Rob Lenihan in Board Operations on May 27, 2016
Counting the votes at a co-op’s annual meeting can be tricky because there are three different methods of voting:
Straight voting. The first, and least common, is straight voting, in which each apartment is allocated one vote for each seat on the board, regardless of the size of the apartment or the number of shares held by the shareholder.
Conventional voting. This method is used in the majority of voting situations. With conventional voting, the votes are allocated by shares. According to veteran co-op and condo attorney Arthur Weinstein, a shareholder may cast ballots for as many candidates as are seeking office. His votes for each candidate are each equal to the number of shares allocated to his apartment. For example, if a shareholder has 1,500 shares and there are three seats up for grabs, he can give his three preferred candidates 1,500 shares apiece.
Cumulative voting. In cumulative voting, the shareholders are each given a pool of votes that equal the number of shares held by the shareholder multiplied by the number of seats on the board being filled. The shareholder can cast all of his votes for a single candidate or can split them up among any number of candidates. If he has 1,500 shares and there are three open seats, he has 4,500 votes that he can split up any way he chooses: for instance, 3,000 to one candidate, 1,000 shares to a second, and 500 to a third. Or he could put all 4,500 shares on one candidate.
Condos are different. Some use a “one-vote/one-apartment” method, but in most condominiums, the voting is “pure plurality voting,” says attorney Stuart Saft, a partner at Holland & Knight. “You vote based on your percentage interest. If you’re in a building with 20 apartments and they’re all the same size, theoretically you would have five percent of the vote, and if there are five members on the board, you could vote for up to five candidates and give each five percent.
“The Real Property Law says that percentages must be based on comparative size, comparative value, proximity to amenities, or a combination of all the factors,” Saft adds. “We always use that last point to come up with something that makes sense in a building where you might have 100 or 1,000 apartments. The percentages usually go out to five digits [after the decimal point], so it’s far more complicated in condos because the percentages are so small.”
Which brings us to the sticky issue of proxies. There are two types of proxies: a “directed” proxy, which states how the absentee shareholder wants his or her votes to be cast; or a “general” proxy, which allows the holder of the proxy to vote any way he or she sees fit. According to Saft, the critical basics are: (1) a proxy doesn’t have to be the official form – a voter can sign any paper, even one that he or she then faxes; (2) the proxy-holder need not be a shareholder or unit-owner; and (3) the proxy becomes invalid if anyone alters it after it’s signed, or if it’s signed but doesn’t name a proxy-holder.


*WORK REQUEST*
Every line below between the line holding "Image resolution: width=872" and the line holding "The height and width of the screenshot is (557, 1114).", inclusive, should be repeated exactly, and all other lines omitted.

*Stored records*
____________

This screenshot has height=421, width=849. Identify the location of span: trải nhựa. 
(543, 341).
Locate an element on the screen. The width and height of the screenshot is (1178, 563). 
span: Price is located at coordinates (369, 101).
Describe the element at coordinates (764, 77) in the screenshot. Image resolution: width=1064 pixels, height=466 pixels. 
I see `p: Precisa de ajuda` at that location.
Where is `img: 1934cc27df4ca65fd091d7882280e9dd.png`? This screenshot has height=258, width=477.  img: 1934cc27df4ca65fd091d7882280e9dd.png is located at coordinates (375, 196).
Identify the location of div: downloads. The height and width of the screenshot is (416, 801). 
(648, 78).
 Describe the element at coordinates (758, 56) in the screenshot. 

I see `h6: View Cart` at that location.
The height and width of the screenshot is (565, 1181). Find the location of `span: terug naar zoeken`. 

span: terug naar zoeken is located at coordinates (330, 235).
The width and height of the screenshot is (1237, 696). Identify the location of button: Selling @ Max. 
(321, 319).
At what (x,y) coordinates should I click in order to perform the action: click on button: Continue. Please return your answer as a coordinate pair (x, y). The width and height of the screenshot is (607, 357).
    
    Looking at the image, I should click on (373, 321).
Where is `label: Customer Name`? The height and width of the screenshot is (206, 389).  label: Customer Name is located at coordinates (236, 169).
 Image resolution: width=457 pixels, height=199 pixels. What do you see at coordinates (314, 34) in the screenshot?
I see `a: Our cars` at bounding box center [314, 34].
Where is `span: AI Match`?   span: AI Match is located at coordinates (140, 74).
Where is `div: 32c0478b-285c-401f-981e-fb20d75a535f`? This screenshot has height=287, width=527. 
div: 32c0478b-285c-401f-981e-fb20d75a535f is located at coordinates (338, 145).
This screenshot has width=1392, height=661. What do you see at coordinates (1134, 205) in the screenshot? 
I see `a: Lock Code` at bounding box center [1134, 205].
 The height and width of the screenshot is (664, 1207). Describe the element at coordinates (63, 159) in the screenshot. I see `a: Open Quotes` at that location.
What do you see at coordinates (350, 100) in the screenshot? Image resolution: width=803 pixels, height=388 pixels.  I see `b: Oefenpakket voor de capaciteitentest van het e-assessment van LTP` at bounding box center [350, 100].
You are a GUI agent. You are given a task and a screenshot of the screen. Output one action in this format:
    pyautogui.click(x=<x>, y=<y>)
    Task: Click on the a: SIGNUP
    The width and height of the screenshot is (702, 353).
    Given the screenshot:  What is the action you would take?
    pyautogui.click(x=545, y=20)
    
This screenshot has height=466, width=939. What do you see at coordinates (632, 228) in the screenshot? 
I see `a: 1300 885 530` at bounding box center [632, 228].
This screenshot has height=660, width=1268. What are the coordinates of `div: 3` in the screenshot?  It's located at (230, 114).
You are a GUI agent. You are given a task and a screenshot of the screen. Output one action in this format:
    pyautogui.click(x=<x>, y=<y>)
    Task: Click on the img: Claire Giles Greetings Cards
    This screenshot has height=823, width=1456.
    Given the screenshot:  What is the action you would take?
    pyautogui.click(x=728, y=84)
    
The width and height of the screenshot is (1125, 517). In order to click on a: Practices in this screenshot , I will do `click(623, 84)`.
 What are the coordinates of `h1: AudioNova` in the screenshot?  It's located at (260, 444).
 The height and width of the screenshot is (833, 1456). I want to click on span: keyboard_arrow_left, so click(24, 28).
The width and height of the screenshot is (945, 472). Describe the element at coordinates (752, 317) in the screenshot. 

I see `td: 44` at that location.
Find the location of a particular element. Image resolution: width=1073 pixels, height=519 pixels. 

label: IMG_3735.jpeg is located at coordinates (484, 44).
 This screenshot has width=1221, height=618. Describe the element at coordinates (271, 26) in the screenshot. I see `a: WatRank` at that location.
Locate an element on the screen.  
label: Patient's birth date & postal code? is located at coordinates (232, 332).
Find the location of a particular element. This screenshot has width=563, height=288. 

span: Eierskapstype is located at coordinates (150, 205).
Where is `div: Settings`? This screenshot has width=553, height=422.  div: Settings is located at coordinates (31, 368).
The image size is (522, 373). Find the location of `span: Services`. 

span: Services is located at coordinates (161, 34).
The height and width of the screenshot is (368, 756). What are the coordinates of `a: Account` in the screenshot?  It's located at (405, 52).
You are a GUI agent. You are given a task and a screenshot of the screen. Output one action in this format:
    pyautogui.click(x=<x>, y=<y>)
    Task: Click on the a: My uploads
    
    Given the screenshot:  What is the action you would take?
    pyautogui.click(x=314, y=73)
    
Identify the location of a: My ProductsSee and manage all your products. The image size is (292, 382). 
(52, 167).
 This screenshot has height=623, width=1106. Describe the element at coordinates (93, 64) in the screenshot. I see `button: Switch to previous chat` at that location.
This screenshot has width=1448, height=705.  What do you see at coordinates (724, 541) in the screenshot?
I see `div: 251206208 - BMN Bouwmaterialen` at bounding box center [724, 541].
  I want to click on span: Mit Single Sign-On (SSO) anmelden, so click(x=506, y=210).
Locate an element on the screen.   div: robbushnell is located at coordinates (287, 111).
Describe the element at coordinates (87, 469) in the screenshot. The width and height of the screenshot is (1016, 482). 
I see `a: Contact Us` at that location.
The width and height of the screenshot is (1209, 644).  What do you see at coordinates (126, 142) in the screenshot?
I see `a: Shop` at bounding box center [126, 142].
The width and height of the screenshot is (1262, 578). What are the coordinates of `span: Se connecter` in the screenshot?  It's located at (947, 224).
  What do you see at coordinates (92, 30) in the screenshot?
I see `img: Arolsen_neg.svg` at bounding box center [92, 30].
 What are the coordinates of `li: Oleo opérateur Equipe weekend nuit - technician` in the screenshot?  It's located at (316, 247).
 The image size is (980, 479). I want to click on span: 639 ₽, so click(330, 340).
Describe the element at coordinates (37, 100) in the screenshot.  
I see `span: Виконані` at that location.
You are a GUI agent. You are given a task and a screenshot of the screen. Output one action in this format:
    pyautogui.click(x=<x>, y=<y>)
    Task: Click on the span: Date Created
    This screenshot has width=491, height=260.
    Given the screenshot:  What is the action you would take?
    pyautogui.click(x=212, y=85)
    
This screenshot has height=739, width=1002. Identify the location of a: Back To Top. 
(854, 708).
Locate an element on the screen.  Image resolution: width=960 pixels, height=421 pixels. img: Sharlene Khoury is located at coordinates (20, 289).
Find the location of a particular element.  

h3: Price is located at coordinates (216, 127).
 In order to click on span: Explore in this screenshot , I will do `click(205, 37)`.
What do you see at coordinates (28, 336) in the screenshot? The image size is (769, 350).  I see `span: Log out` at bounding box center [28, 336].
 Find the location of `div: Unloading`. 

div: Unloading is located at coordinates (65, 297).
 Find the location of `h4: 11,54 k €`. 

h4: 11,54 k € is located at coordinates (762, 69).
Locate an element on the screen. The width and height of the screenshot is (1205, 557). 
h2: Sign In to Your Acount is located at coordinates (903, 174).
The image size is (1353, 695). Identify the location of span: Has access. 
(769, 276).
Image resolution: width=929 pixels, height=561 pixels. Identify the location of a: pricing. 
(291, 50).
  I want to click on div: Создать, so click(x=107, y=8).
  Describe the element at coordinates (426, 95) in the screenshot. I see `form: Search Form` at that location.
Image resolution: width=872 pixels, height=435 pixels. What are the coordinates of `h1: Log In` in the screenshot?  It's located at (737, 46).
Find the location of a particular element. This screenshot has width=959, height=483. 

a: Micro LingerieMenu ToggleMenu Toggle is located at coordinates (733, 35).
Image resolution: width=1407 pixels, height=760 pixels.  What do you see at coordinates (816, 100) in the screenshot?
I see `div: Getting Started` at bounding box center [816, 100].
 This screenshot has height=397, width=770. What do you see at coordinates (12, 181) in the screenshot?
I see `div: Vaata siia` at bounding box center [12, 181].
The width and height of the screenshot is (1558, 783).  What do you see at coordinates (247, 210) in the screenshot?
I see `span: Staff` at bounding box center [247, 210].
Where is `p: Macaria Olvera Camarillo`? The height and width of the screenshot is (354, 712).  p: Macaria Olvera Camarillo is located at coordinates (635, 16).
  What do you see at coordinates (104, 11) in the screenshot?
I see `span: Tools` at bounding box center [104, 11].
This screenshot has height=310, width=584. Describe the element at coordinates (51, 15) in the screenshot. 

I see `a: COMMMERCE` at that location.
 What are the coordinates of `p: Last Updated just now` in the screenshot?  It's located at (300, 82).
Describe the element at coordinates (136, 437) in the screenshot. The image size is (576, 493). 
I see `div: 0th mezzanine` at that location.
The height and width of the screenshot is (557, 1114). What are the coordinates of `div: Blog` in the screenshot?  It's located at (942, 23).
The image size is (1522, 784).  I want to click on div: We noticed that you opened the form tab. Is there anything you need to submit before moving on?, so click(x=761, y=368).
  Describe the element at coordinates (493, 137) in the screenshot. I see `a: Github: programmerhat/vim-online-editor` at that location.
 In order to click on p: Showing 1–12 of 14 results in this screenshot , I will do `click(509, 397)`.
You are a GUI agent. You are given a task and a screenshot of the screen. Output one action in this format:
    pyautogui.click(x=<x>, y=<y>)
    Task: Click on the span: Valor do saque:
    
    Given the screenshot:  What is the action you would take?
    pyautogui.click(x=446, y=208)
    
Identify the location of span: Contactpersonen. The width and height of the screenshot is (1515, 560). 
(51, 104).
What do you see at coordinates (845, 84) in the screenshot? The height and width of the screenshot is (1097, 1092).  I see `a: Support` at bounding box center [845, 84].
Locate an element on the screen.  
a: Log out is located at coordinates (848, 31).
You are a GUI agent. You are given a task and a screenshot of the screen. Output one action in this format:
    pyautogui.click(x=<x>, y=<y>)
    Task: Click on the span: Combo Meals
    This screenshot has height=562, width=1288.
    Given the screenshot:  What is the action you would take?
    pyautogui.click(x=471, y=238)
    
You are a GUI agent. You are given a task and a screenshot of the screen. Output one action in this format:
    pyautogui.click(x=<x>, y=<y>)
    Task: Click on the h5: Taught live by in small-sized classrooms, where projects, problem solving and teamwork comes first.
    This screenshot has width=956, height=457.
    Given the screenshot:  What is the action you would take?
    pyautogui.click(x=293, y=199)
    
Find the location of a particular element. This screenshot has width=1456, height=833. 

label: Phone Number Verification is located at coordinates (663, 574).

____________

*RESPONSE*
Image resolution: width=872 pixels, height=435 pixels. What are the coordinates of `h1: Log In` in the screenshot?  It's located at (737, 46).
Find the location of a particular element. This screenshot has width=959, height=483. 

a: Micro LingerieMenu ToggleMenu Toggle is located at coordinates (733, 35).
Image resolution: width=1407 pixels, height=760 pixels.  What do you see at coordinates (816, 100) in the screenshot?
I see `div: Getting Started` at bounding box center [816, 100].
 This screenshot has height=397, width=770. What do you see at coordinates (12, 181) in the screenshot?
I see `div: Vaata siia` at bounding box center [12, 181].
The width and height of the screenshot is (1558, 783).  What do you see at coordinates (247, 210) in the screenshot?
I see `span: Staff` at bounding box center [247, 210].
Where is `p: Macaria Olvera Camarillo`? The height and width of the screenshot is (354, 712).  p: Macaria Olvera Camarillo is located at coordinates (635, 16).
  What do you see at coordinates (104, 11) in the screenshot?
I see `span: Tools` at bounding box center [104, 11].
This screenshot has height=310, width=584. Describe the element at coordinates (51, 15) in the screenshot. 

I see `a: COMMMERCE` at that location.
 What are the coordinates of `p: Last Updated just now` in the screenshot?  It's located at (300, 82).
Describe the element at coordinates (136, 437) in the screenshot. The image size is (576, 493). 
I see `div: 0th mezzanine` at that location.
The height and width of the screenshot is (557, 1114). What are the coordinates of `div: Blog` in the screenshot?  It's located at (942, 23).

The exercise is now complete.